Monday Mentors with Houston Employment Lawyer Akilah Craig
Akilah Craig, labor & employment lawyer with the national law firm Vorys in Houston, joins us on today's show! Akilah talks about COVID's impact on employment law, race in the legal system, and how lawyers can use their time and talents to enact change.
Her firm/practice
- Full-service firm based in Columbus, OH
- Provides day-to-day counseling to businesses on employment issues as well as defend employers when the issues go to litigation
- She began her career as a commercial litigator, but liked moving to a role that had both the counseling and litigation piece, as well as focusing in on labor/employment
- Multi-state practice, so many clients are looking to different states' rules to look for and adopt best practices
- The drama of labor/employment cases keeps you on your toes
- Some states and many companies/employers were already providing protections that Title VII now provides via the recent Supreme Court ruling, which not requires it across the country
- most employers want to do the right thing and provide the broadest range of protections even beyond what laws provide
COVID update (as of 10/1/20)
- Many employers/clients have people now working remotely, which creates both opportunities and issues
- More flexible work day especially for those virtually schooling kids at home
- But what is the standard workday and how are employees meeting that standard?
- How do we facilitate team integration?
- Wage/hour issues, expense reimbursement for home office/working
- Plaintiff's are tacking on COVID-related issues and reasoning to a lawsuit that otherwise would just be a standard lawsuit
- Vorys is now in a place where you CAN go into the office (within capacity limits) but you don't have to
- Several of her cases are on hold (and her employer clients aren't in a hurry)
- But she has done a few depositions that have gone smoother than she anticipated
- Nice to keep full control of a document that you present to the witness
- Hearings are okay too, but it is unclear how jury trials could work
- But she has done a few depositions that have gone smoother than she anticipated
Race and the law
- The legal profession doesn't operate in a vacuum; if we acknowledge systemic racism exists, it means that it impacts the legal system
- There have always been injustices for people of color within the legal system
- fair trial? access to counsel? jury bias?
- Cautiously hopeful that these conversations are happening and more people are engaged in the various legal processes (e.g. grand juries)
- Concerned as always that life happens and we just move on (the pandemic may have actually led to more staying power because we don't have as many other life-events to focus on)
- Important to not just plug into national politics but to educate yourself on your city councils and school boards where issues of policing and education are directly decided
- (D) - Specific policies?
- Don't neglect the everyday impact you can have
- Speak up for marginalized people in your workplace
- Speak up for marginalized students who are struggling in school
- Speak up when you see someone making inappropriate comments/suggestions/decisions
- Be an ally by impacting the immediate sphere around your day-to-day life
- Don't neglect the everyday impact you can have
- Lawyers are in a unique position to have an impact
- Her firm has an initiative that focuses on minority-owned businesses
- They have a harder time laying down the legal protections/foundations because of lack of resources/access to legal services
- If you have time to get your nails done and time to get your hair done, you have time to give back.
- Her firm has an initiative that focuses on minority-owned businesses
- Where are we within the legal profession in terms of creating more opportunities for people of color in the legal industry?
- The easy step is recruitment
- But are they being treated fairly/equitably in the workplace?

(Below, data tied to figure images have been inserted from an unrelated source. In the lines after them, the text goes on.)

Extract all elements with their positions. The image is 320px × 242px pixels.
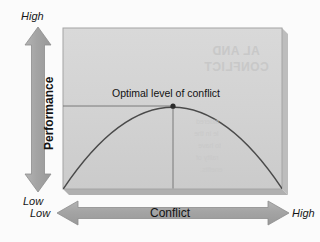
bleed-body-line1: sidered (196, 118, 219, 125)
x-axis-title: Conflict (150, 207, 190, 219)
bleed-body-line3: to have (198, 142, 221, 149)
optimal-point-marker (170, 104, 175, 109)
y-axis-low-label: Low (23, 196, 43, 207)
bleed-body-line5: enefits. (200, 166, 223, 173)
x-axis-low-label: Low (30, 208, 50, 219)
x-axis-high-label: High (292, 208, 315, 219)
bleed-heading-line2: CONFLICT (204, 60, 269, 74)
y-axis-high-label: High (21, 11, 44, 22)
y-axis-title: Performance (43, 77, 55, 150)
bleed-heading-line1: AL AND (212, 44, 260, 58)
optimal-level-callout: Optimal level of conflict (112, 88, 220, 99)
bleed-body-line2: le in the (194, 130, 219, 137)
conflict-performance-figure: AL AND CONFLICT sidered le in the to hav… (0, 0, 320, 242)
bleed-body-line4: rality of (196, 154, 219, 161)
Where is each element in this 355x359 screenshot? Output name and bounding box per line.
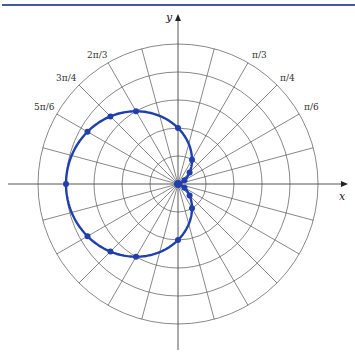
angle-label-pi-3: π/3 bbox=[252, 50, 267, 60]
grid-spoke bbox=[178, 85, 277, 184]
data-point bbox=[181, 177, 187, 183]
grid-spoke bbox=[108, 63, 178, 184]
data-point bbox=[181, 185, 187, 191]
grid-spoke bbox=[178, 114, 299, 184]
data-point bbox=[174, 180, 182, 188]
grid-spoke bbox=[178, 63, 248, 184]
y-axis-label: y bbox=[165, 11, 173, 24]
grid-spoke bbox=[79, 85, 178, 184]
data-point bbox=[175, 125, 181, 131]
data-point bbox=[189, 205, 195, 211]
y-axis-arrow-icon bbox=[175, 14, 181, 21]
grid-spoke bbox=[178, 148, 313, 184]
grid-spoke bbox=[178, 184, 313, 220]
grid-spoke bbox=[178, 184, 299, 254]
angle-labels: π/6 π/4 π/3 2π/3 3π/4 5π/6 bbox=[34, 50, 319, 112]
grid-spoke bbox=[178, 184, 277, 283]
x-axis-label: x bbox=[339, 190, 346, 203]
data-point bbox=[107, 249, 113, 255]
grid-spoke bbox=[108, 184, 178, 305]
data-point bbox=[133, 108, 139, 114]
data-point bbox=[189, 157, 195, 163]
data-point bbox=[63, 181, 69, 187]
angle-label-5pi-6: 5π/6 bbox=[34, 102, 55, 112]
angle-label-3pi-4: 3π/4 bbox=[56, 73, 77, 83]
data-point bbox=[133, 254, 139, 260]
data-point bbox=[187, 193, 193, 199]
grid-spoke bbox=[43, 148, 178, 184]
data-point bbox=[187, 169, 193, 175]
angle-label-pi-4: π/4 bbox=[280, 73, 295, 83]
grid-spoke bbox=[43, 184, 178, 220]
polar-plot: x y π/6 π/4 π/3 2π/3 3π/4 5π/6 bbox=[0, 0, 355, 359]
grid-spoke bbox=[79, 184, 178, 283]
angle-label-pi-6: π/6 bbox=[304, 102, 319, 112]
data-point bbox=[175, 237, 181, 243]
grid-spoke bbox=[178, 184, 248, 305]
grid-spoke bbox=[178, 184, 214, 319]
grid-spoke bbox=[178, 49, 214, 184]
data-point bbox=[107, 113, 113, 119]
angle-label-2pi-3: 2π/3 bbox=[87, 50, 108, 60]
data-point bbox=[85, 233, 91, 239]
x-axis-arrow-icon bbox=[341, 181, 348, 187]
data-point bbox=[85, 129, 91, 135]
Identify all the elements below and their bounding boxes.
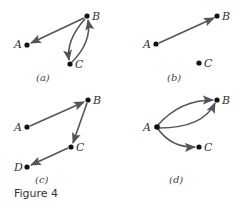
panel-label-b: (b) (167, 72, 181, 83)
node-b-C (196, 60, 201, 65)
panel-a: B A C (a) (13, 10, 100, 83)
node-c-D (24, 164, 29, 169)
edge-d-A-B-upper (158, 100, 213, 125)
panel-d: B A C (d) (142, 94, 230, 185)
node-label-b-C: C (204, 57, 213, 70)
edge-a-B-C (69, 19, 85, 60)
node-label-a-C: C (75, 58, 84, 71)
edge-c-C-D (31, 148, 68, 165)
panel-c: B A C D (c) (13, 94, 101, 185)
node-label-b-B: B (221, 10, 230, 23)
node-label-c-D: D (13, 161, 23, 174)
node-label-a-B: B (91, 10, 100, 23)
node-d-A (154, 124, 160, 130)
node-label-d-A: A (142, 121, 151, 134)
edge-c-B-C (73, 103, 87, 143)
node-a-B (84, 13, 89, 18)
edge-d-A-C (158, 129, 195, 147)
node-b-B (214, 13, 219, 18)
panel-label-a: (a) (36, 72, 50, 83)
node-d-C (196, 144, 201, 149)
panel-label-c: (c) (35, 174, 49, 185)
figure-caption: Figure 4 (14, 187, 58, 200)
edge-c-A-B (30, 102, 84, 126)
edge-a-C-B (72, 20, 89, 62)
node-c-C (68, 144, 73, 149)
panel-b: B A C (b) (142, 10, 230, 83)
node-a-C (67, 61, 72, 66)
node-label-c-A: A (13, 121, 22, 134)
node-b-A (153, 41, 158, 46)
node-label-d-B: B (221, 94, 230, 107)
node-label-d-C: C (204, 141, 213, 154)
node-label-c-C: C (76, 141, 85, 154)
node-label-a-A: A (13, 38, 22, 51)
edge-b-A-B (159, 18, 214, 43)
node-c-B (85, 97, 90, 102)
node-label-b-A: A (142, 38, 151, 51)
figure-canvas: B A C (a) B A C (b) B A C D (c) B (0, 0, 247, 204)
panel-label-d: (d) (169, 174, 183, 185)
node-d-B (214, 97, 219, 102)
node-c-A (24, 124, 29, 129)
node-label-c-B: B (92, 94, 101, 107)
node-a-A (24, 42, 29, 47)
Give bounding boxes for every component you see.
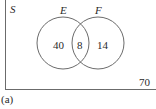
universe-label: S xyxy=(10,3,16,15)
figure-caption: (a) xyxy=(1,93,13,105)
f-only-count: 14 xyxy=(97,39,109,51)
intersection-count: 8 xyxy=(77,39,83,51)
outside-count: 70 xyxy=(139,76,151,88)
venn-diagram: S E F 40 8 14 70 xyxy=(0,0,156,109)
set-f-label: F xyxy=(94,4,102,16)
set-e-label: E xyxy=(59,4,67,16)
e-only-count: 40 xyxy=(53,39,65,51)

Are they getting access to the same work? OR Are they coming into a hostile environment?
- Are you getting the same benefit of the doubt as a white colleague?

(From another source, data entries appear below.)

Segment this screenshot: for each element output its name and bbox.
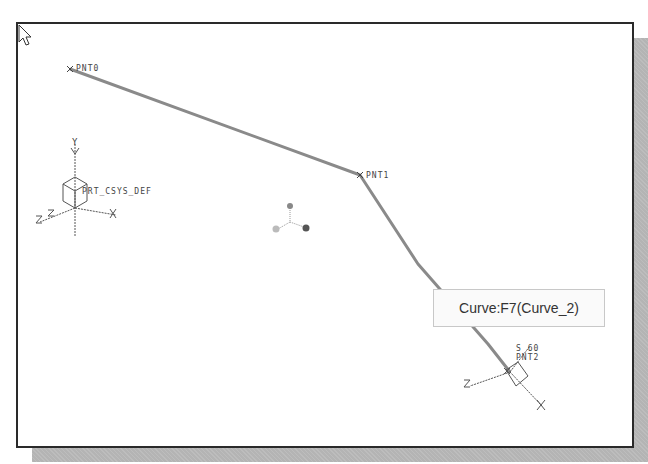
- pnt0-label: PNT0: [76, 64, 99, 73]
- model-canvas[interactable]: [18, 24, 632, 446]
- graphics-viewport[interactable]: PNT0 PNT1 PNT2 S 60 PRT_CSYS_DEF Y Curve…: [16, 22, 634, 448]
- pnt1-label: PNT1: [366, 171, 389, 180]
- pnt2-label: PNT2: [516, 353, 539, 362]
- y-axis-label: Y: [72, 137, 78, 147]
- view-triad-icon: [273, 203, 310, 233]
- tooltip-text: Curve:F7(Curve_2): [459, 300, 579, 316]
- default-csys-label: PRT_CSYS_DEF: [82, 187, 152, 196]
- mouse-pointer-icon: [18, 24, 34, 48]
- pnt2-csys-label: S 60: [516, 344, 539, 353]
- preselection-tooltip: Curve:F7(Curve_2): [433, 289, 605, 327]
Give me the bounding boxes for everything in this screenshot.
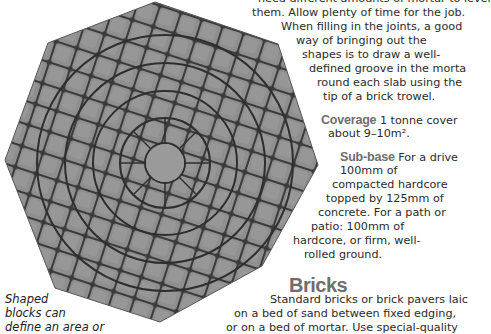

- Are you evaluated on the same scale as the white colleague?
- So the issue is really retention
- Are people of color becoming partners?
- Do "programs" that are created have actual impact?

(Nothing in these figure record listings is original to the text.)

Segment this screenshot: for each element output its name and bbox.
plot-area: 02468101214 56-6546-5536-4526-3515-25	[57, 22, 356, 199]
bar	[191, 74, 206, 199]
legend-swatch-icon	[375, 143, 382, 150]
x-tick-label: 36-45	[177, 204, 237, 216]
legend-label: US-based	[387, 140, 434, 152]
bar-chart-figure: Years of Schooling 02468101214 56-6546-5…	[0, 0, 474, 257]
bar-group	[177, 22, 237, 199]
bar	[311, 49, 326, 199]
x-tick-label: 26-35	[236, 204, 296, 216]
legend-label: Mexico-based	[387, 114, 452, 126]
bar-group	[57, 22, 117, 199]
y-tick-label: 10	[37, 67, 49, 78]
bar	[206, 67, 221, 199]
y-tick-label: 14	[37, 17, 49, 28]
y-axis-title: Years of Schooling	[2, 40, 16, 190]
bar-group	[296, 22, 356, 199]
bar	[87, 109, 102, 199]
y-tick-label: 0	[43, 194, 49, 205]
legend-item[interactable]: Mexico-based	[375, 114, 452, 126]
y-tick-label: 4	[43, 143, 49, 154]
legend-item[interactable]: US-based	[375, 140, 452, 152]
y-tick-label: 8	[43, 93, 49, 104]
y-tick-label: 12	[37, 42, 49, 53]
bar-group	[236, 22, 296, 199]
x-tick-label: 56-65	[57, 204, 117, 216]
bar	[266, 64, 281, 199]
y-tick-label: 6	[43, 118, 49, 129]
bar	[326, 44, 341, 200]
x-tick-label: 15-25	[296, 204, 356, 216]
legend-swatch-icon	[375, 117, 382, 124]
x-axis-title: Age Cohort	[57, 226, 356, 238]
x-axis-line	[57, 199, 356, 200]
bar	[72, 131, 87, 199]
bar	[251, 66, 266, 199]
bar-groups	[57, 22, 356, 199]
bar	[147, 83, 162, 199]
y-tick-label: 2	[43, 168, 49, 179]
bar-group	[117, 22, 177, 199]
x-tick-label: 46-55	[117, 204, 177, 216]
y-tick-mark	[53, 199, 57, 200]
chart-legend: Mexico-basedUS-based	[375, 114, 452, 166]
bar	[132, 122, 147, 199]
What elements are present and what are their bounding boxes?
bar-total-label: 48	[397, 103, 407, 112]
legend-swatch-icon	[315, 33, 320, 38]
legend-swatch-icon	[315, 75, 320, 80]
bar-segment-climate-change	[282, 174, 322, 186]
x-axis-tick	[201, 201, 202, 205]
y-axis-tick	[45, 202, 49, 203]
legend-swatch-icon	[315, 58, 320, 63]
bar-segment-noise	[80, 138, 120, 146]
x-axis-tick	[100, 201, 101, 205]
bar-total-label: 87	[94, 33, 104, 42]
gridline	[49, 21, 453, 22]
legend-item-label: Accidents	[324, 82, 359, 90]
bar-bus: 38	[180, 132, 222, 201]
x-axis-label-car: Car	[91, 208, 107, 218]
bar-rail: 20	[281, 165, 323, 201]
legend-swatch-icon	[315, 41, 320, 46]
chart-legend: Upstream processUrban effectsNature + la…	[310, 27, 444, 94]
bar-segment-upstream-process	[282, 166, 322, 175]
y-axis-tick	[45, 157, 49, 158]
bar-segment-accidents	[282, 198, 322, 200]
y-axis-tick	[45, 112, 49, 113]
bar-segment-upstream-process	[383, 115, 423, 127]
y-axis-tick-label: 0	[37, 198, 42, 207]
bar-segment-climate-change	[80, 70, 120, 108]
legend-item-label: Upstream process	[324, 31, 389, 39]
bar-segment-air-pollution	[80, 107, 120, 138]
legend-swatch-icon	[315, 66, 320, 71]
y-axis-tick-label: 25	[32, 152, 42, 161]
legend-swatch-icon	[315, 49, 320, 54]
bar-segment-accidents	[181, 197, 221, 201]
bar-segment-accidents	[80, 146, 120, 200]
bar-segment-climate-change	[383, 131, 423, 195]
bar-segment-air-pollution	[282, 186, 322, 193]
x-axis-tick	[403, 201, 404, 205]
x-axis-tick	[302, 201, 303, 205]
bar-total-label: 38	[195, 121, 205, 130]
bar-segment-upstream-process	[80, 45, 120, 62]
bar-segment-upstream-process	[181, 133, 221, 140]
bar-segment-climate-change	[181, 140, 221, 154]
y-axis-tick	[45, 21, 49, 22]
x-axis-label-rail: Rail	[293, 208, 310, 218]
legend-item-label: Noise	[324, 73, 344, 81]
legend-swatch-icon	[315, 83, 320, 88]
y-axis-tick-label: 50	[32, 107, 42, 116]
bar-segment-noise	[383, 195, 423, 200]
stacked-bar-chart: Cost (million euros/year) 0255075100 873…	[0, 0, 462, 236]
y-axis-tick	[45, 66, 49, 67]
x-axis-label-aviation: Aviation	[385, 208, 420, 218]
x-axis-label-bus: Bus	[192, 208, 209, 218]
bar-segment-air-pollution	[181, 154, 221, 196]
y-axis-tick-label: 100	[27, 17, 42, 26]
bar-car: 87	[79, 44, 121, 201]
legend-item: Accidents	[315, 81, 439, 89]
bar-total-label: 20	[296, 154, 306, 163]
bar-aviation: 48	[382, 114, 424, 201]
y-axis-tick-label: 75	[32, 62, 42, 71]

- Or are they leaving because the environment is not a fair/equitable one?
- If we give people of color the same opportunities and experiences as everyone else, we'll see that the law firm / legal industry will benefit from it
Rapid fire questions:
- Name the one trait or characteristic you most want to see in an associate: willing to take on opportunities they've never done before (even if they fail, but that they grow)
- What habit has been key to your success: failing up
- Favorite app/productivity tool: iTimekeep
- Favorite social distancing activity: mini-trips around Texas and social distancing away from the city (Hunt is her favorite so far)
- Favorite legal movie: Just Mercy
Thanks again to Akilah Craig for joining us on the show!